The beginning of an alliance.

In the hallway outside her room, the apartment was quiet. Too quiet. She closed the folder, then turned out the light.

Before sleep, she whispered to herself:

"Don't lose her in the system."

She sat up in bed before dawn, restlessness cracking her sleep into sharp, incomplete fragments. The line on the attendance notice still echoed behind her eyes.

Sarah didn't know.

Not yet.

Mia pushed the blanket aside and padded barefoot into the kitchen. She boiled water, then stood there, staring at the slow swirl inside the mug.

The folded thank-you note sat next to her notebook now. She touched it once more, as if confirming it had truly existed.

Then she flipped the notebook open again.

Alliance formed. Response accepted. Risk escalating.

She paused.

System threat timeline advanced.

She underlined it.

Then drew a small circle—her symbol for intervention readiness. And next to it: Priority: protect link.

She closed the book again and looked at the rising light outside.

Today would be different.

Not because of what was spoken.

But because something, for once, had been heard.

In first period, Mia stood against the back wall, half in shadow. She watched as Sarah shuffled in, backpack low on one shoulder, eyes cast downward but not dulled.

She sat near the window. Not at the center. Not at the edge.

Somewhere in between.

Mia took that as a sign.

The teacher started speaking, chalk squeaking against the board. A breeze stirred the blinds. Someone passed a pencil. Someone yawned.

And Sarah opened her notebook.

Not to draw.

To write.

Mia couldn't see what the words were. But she saw the way Sarah's brow furrowed. The way her pen didn't pause.

It was a beginning.

And sometimes beginnings looked like nothing at all—except to the one who needed it most.

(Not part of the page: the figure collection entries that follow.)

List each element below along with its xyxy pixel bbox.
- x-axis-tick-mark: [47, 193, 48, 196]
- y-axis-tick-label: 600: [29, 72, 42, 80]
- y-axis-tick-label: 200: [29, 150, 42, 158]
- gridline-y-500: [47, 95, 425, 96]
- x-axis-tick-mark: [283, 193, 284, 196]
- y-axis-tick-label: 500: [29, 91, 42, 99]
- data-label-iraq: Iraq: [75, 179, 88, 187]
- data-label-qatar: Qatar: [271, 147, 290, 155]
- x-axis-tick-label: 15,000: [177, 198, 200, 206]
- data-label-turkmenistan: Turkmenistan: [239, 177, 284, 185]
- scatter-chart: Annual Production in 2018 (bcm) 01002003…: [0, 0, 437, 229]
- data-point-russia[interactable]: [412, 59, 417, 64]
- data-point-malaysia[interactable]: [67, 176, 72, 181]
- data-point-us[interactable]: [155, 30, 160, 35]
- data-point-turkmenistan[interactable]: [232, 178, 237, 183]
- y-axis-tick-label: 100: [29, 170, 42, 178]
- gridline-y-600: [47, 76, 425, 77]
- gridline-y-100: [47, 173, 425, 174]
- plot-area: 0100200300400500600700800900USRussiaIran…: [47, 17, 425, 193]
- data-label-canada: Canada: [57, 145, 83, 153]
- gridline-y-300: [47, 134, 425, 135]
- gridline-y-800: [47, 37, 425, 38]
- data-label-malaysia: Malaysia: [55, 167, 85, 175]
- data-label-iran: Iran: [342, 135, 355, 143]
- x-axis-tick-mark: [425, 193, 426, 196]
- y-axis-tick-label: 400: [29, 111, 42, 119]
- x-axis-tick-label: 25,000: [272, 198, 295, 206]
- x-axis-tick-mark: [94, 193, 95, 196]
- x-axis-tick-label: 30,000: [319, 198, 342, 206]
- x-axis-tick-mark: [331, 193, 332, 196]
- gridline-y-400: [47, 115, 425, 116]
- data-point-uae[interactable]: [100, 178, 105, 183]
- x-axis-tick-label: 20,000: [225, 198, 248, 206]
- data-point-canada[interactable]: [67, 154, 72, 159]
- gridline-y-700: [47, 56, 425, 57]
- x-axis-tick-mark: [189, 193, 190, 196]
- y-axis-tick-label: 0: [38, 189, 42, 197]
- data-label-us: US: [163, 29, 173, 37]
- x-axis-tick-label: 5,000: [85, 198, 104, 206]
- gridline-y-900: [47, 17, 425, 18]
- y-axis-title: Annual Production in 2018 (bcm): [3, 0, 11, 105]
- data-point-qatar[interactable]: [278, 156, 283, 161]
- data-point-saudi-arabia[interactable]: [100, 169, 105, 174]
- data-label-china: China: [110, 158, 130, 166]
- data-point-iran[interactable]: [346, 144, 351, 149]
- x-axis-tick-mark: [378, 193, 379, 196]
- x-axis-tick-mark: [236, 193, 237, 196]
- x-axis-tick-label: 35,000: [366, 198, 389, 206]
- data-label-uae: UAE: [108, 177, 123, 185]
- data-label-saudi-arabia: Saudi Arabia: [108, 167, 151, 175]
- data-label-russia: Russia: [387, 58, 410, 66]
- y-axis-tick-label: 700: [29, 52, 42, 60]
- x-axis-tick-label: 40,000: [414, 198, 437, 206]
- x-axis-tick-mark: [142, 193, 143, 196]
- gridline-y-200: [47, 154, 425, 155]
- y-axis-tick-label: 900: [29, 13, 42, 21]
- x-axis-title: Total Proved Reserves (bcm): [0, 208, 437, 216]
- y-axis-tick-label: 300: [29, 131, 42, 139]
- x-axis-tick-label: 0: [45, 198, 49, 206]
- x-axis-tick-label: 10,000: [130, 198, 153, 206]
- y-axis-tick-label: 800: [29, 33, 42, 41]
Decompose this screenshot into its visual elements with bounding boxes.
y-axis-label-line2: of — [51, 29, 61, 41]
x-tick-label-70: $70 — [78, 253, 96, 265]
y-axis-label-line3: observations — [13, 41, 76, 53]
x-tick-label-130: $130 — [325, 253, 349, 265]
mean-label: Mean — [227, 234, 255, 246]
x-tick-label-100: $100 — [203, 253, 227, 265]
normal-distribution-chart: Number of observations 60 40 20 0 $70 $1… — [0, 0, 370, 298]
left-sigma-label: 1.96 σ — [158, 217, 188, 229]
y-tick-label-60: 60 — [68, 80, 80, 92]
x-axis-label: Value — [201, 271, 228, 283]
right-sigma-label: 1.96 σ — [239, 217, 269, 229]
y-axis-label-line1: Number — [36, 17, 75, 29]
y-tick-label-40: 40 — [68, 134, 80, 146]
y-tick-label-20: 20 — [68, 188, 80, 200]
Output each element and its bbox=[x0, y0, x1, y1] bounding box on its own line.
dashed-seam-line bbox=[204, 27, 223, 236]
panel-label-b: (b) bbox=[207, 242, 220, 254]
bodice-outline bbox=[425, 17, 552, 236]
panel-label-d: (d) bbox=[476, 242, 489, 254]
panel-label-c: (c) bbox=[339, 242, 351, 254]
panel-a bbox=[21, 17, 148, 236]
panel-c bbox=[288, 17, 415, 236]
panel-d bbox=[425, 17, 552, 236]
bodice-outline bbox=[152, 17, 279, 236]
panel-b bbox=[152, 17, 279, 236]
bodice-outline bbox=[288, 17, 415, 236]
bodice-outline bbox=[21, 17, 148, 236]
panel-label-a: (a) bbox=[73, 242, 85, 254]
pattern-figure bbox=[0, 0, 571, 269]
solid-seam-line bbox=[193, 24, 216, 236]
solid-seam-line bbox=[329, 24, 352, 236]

Between classes, Mia stood near the stairwell, watching the tide of bodies part and collapse again. Sarah passed close—closer than before. Their eyes didn't meet. But Sarah's pace slowed just enough for Mia to see.

She was carrying the folded napkin note.

Still folded. Still held.

Still hers.

Mia stepped aside, her heart beating fast and strange.

This wasn't rescue.

It was recognition.

And that—maybe more than anything—was how trust began.